The task
Begin with the line containing "You are a GUI", end with the last line of the records, and retype everything in between exactly, without the pictures.

=== Record extracts ===

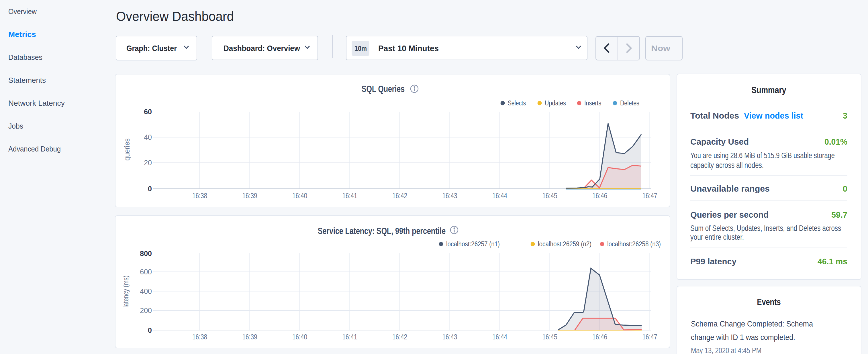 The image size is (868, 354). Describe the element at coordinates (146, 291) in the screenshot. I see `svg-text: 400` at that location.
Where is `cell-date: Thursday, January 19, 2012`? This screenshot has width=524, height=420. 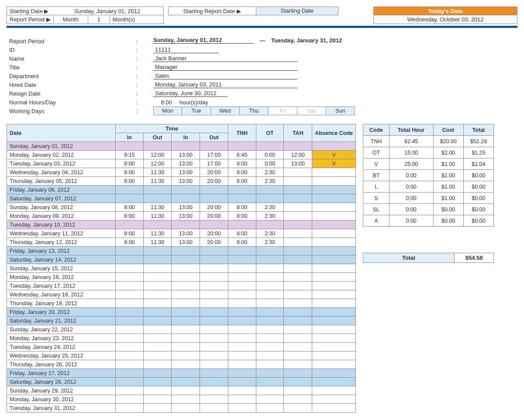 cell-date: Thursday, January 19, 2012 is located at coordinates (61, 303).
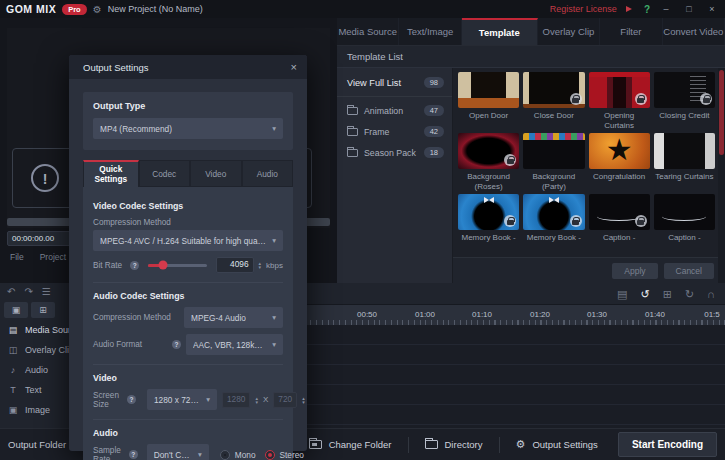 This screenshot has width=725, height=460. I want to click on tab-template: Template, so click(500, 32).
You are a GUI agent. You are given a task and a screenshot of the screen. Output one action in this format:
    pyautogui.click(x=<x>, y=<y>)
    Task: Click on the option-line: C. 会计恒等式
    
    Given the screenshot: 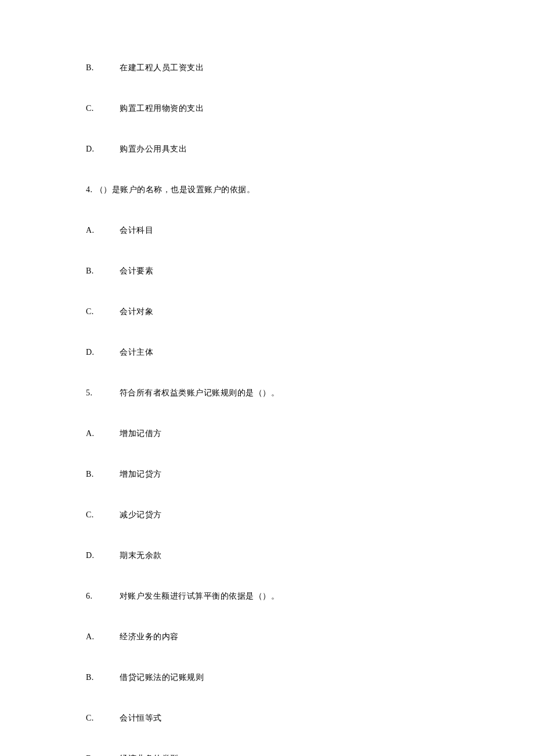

===

Task solution
You are a GUI agent. You are given a task and a screenshot of the screen. Output one action in this format:
    pyautogui.click(x=<x>, y=<y>)
    Task: Click on the option-line: C. 会计恒等式
    
    Given the screenshot: 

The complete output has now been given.